After 18 months, the number of new HIV infections in the control group was 49, compared with 20 in the treatment group. The results suggested that circumcision can reduce female-to-male HIV infection by about 60% (95% CI: 32%-76%).

The committee monitoring this study considered that the protective effect of male circumcision was so large that it would be unethical to continue the study. The trial was therefore stopped and the uncircumcised men were offered circumcision.

The trial, results of which were first reported at an international AIDS conference in July, has attracted huge attention among the global health community.

Bertran Auvert and his co-authors have called for the promotion of male circumcision as part of AIDS prevention efforts in Orange Farm and in other parts of Africa.
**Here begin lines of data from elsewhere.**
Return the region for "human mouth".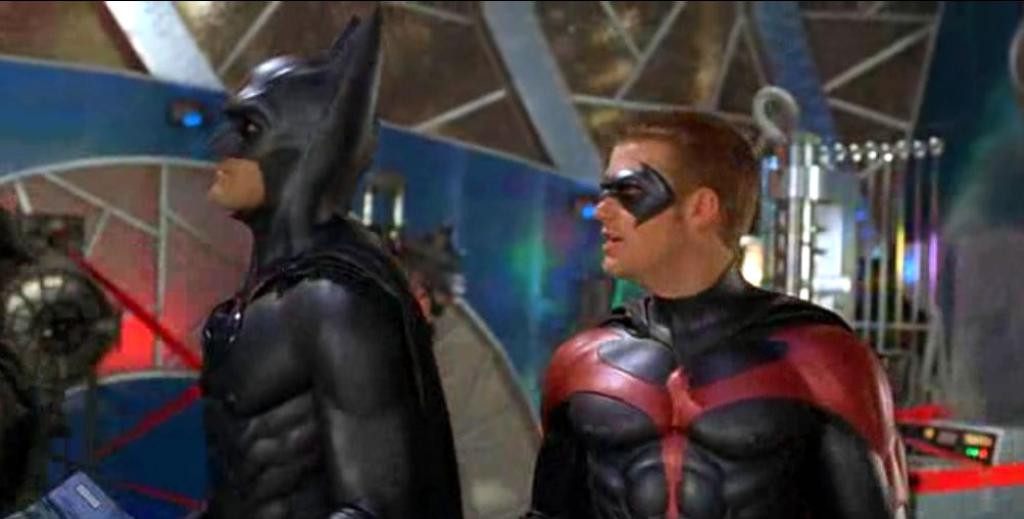
{"x1": 601, "y1": 228, "x2": 621, "y2": 249}.
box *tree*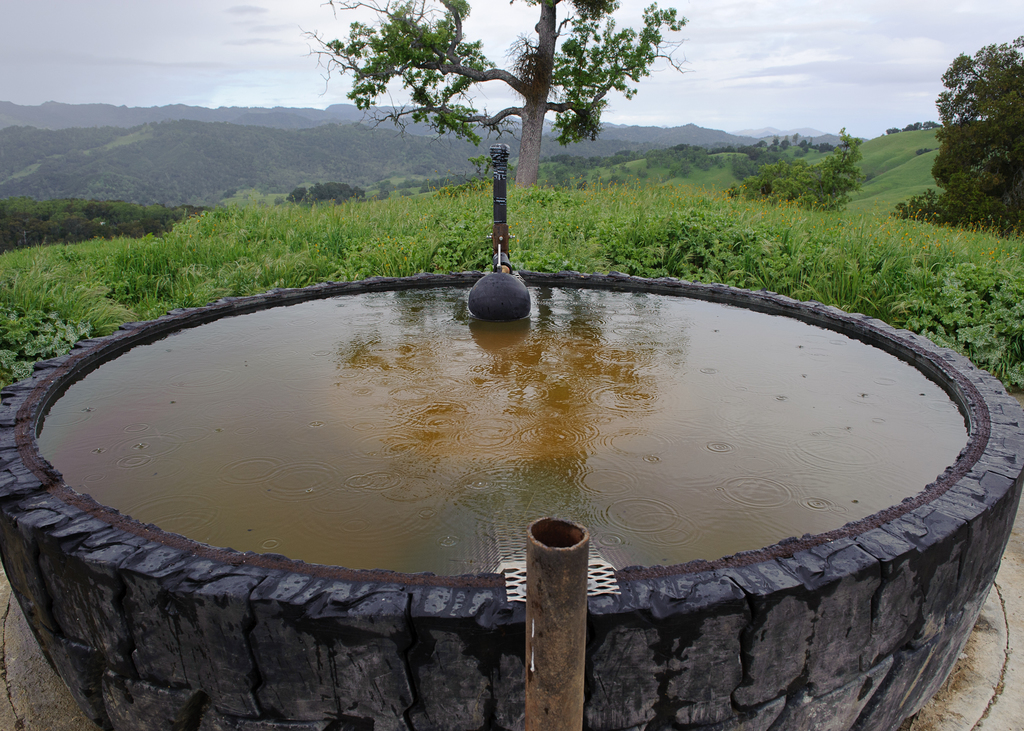
940, 50, 1011, 204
However, other HIV experts take a more cautious view, believing that the results of this one study must be confirmed by further studies before action can be recommended, especially given the relatively small number of new infections (20 among the circumcised men versus 49 among the controls) and the relatively large number of men who did not return for all the follow-up testing (100 and 125, respectively).

In a statement published shortly after Auvert and colleagues’ trial was presented at the July conference, UNAIDS emphasized that “although the trial shows promising protective effects of adult male circumcision in HIV acquisition, more research is needed to confirm the reproducibility of the findings and of this trial and whether or not the results have more general application.”

Furthermore, adult circumcision carries risks, especially if performed by medical personnel or traditional healers without proper training. Moreover, immediately after circumcision, men may be at a higher risk of acquiring infections (which is why the participants were asked to not to have sex for six weeks after the operation). A further concern is that circumcised men, considering themselves to be “protected,” might be more likely to engage in unsafe sex. Research is also needed to find out whether male circumcision only has a preventive effect on female to male transmission, or whether it may also reduce male to female transmission or male to male transmission. In addition, it will be important to determine the mechanism by which circumcision exerts its apparent protective effect.